The Open Community
As a teenager, I look upon the world for advice and the correct definition of right and wrong. I look for deterioration; the rot which spoils the world’s wonders and people. As the Earth shrinks, it seems easier to spot the tumors. Easier to make mistakes that will affect you the rest of your life, and easier to see the world the way it really is. As I worked my way through a debate with a close friend of mine; Greg, this gets easier to understand; but one thing is not so clear. In the midst of any moral confusion, two titans battle. One titan, Microsoft, with its Windows Operating System so well loved by everyone. The other, Linux, the underdog, which dignifies free speech while undermining the power that Microsoft grasps at with its greedy hands. These are the forces at work which drive my friendship apart.
Microsoft Windows is simpler, and more user friendly, but Linux is more agile, and can be customized in every detail. Windows has a majority hold on the market, but Linux is relatively new, and is gaining popularity quickly. Windows can support more computers, and hardware support is better off, but that is a fallacy, how could he ever know, when he only limited himself to one operating system? In truth, the debate has never ended between us, the battle of the two operating systems. Two scrawny dogs, bickering over these trivial matters, like they would hold us for the rest of our lives. I never thought about that argument in this particular way though, the redundancy of the fight. I always had a larger purpose in mind. I was defending a healer, a guide which provided an alternative to what many would agree to be a moral cesspool. Greg, not usually the conservative one, would back Microsoft and their dealings with the devil with no end. The isolation within that company, the quest for more and more money with no benefit to anyone else. Nothing mattered as long as the suckled pig was sitting on the tables of every major CEO and manager under Bill Gates’ command.
Under the eyes of the world, Linux as an operating system was changing every day. Every piece of software that was created, every small detail that was added in the last moment before a release, they where all carefully watched by the small community under which Linux stands; the open-source community; one which is based on the idea that in order to create a project, and keep a sense of stability in the world, people could come together to create free, manageable to all, license-free software that would better the community (the world) as a whole. As a member of this complex, I receive the satisfaction that is expected, and still receive a familiar anonymous gaze from the rest of the world.
I have never given up on a debate. Unless I see the light, I will always slink off into the darkness, ready to jump up and shine when I have renewed my resolve to win, and dissolved any weak points in my argument. Time after time, I have always managed to repel any momentum in Greg’s favor, who has decided to employ the efforts of two more close friends to wear me down. The snide little remarks they make, it’s all a big joke to them, but the sooner I give in, the sooner Greg can have his little moment of victory.
Perhaps it was this debate that led to my political conversion to, of all the political philosophies, Anarchist-Communism. The ultimate form of community, everything for the greater good. The potential a people could have, with no central government, no property, and no central currency would lead to the closest system there could ever be to a utopia. In this system, everyone would be safe, because no one would be in charge. As noted by history many times, from Stalin to Putin, James VI King of Scots to Gordon Brown, and George Washington to George W. Bush, power has been associated with greed and corruption that harms the common man who, unable to defend himself, is left at the mercy of those who hold the power. There would be no greed, no need to steal, no corruption to prosecute in this system that frames this society of which I dream could exist one day.
In truth, I know that a near Utopian experience is nearly impossible to create, and even more difficult to maintain, but if different ethnicities can come together, help each other, heal each other, work for the greater good, especially in the community that exists in cyberspace, then maybe, we may have a chance. A chance to stitch together a world full of hate, fear, and misunderstanding. A chance to redeem ourselves for the terrible things we have done and are currently doing to the planet which gives us and the environment around us a home, and a chance to see who we really are, the people, who by nature can be good. They can be, we can see it every day. The people who give food to the starving in Africa, the man who risked his life to save another, who was having a seizure and fell onto train tracks in front of the train, and the people in this world who develop the software in the hopes that everyone deserves a chance to succeed in life, if given the tools they really need. This, is my dream.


■ **Exercise details**: Without including any pictures, copy every line below exactly.

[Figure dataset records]
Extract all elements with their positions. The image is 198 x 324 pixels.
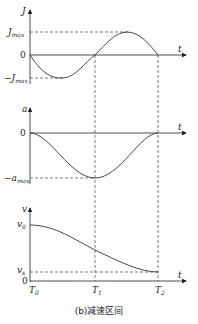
svg-text:−amax: −amax bbox=[4, 173, 30, 184]
svg-text:T1: T1 bbox=[92, 285, 102, 296]
diagram-canvas: J Jmax 0 −Jmax t a 0 −amax t v v0 vs 0 t… bbox=[0, 0, 198, 324]
svg-text:−Jmax: −Jmax bbox=[4, 73, 28, 84]
svg-text:t: t bbox=[178, 44, 182, 54]
svg-text:t: t bbox=[178, 122, 182, 132]
svg-text:0: 0 bbox=[20, 128, 26, 138]
svg-text:v: v bbox=[22, 204, 27, 214]
velocity-plot: v v0 vs 0 t T0 T1 T2 bbox=[17, 204, 186, 296]
figure-caption: (b)减速区间 bbox=[0, 304, 198, 317]
svg-text:a: a bbox=[22, 104, 27, 114]
svg-text:t: t bbox=[178, 270, 182, 280]
deceleration-diagram: J Jmax 0 −Jmax t a 0 −amax t v v0 vs 0 t… bbox=[0, 0, 198, 324]
svg-text:J: J bbox=[20, 6, 27, 16]
svg-text:Jmax: Jmax bbox=[6, 27, 25, 38]
svg-text:T0: T0 bbox=[29, 285, 39, 296]
svg-text:v0: v0 bbox=[17, 219, 26, 230]
svg-text:0: 0 bbox=[20, 50, 26, 60]
svg-text:0: 0 bbox=[22, 276, 28, 286]
svg-text:vs: vs bbox=[17, 265, 25, 276]
svg-text:T2: T2 bbox=[155, 285, 165, 296]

■ **Response**:
Extract all elements with their positions. The image is 198 x 324 pixels.
svg-text:−amax: −amax bbox=[4, 173, 30, 184]
svg-text:T1: T1 bbox=[92, 285, 102, 296]
diagram-canvas: J Jmax 0 −Jmax t a 0 −amax t v v0 vs 0 t… bbox=[0, 0, 198, 324]
svg-text:−Jmax: −Jmax bbox=[4, 73, 28, 84]
svg-text:t: t bbox=[178, 44, 182, 54]
svg-text:t: t bbox=[178, 122, 182, 132]
svg-text:0: 0 bbox=[20, 128, 26, 138]
svg-text:v: v bbox=[22, 204, 27, 214]
velocity-plot: v v0 vs 0 t T0 T1 T2 bbox=[17, 204, 186, 296]
figure-caption: (b)减速区间 bbox=[0, 304, 198, 317]
svg-text:a: a bbox=[22, 104, 27, 114]
svg-text:t: t bbox=[178, 270, 182, 280]
deceleration-diagram: J Jmax 0 −Jmax t a 0 −amax t v v0 vs 0 t… bbox=[0, 0, 198, 324]
svg-text:J: J bbox=[20, 6, 27, 16]
svg-text:Jmax: Jmax bbox=[6, 27, 25, 38]
svg-text:T0: T0 bbox=[29, 285, 39, 296]
svg-text:v0: v0 bbox=[17, 219, 26, 230]
svg-text:0: 0 bbox=[20, 50, 26, 60]
svg-text:0: 0 bbox=[22, 276, 28, 286]
svg-text:vs: vs bbox=[17, 265, 25, 276]
svg-text:T2: T2 bbox=[155, 285, 165, 296]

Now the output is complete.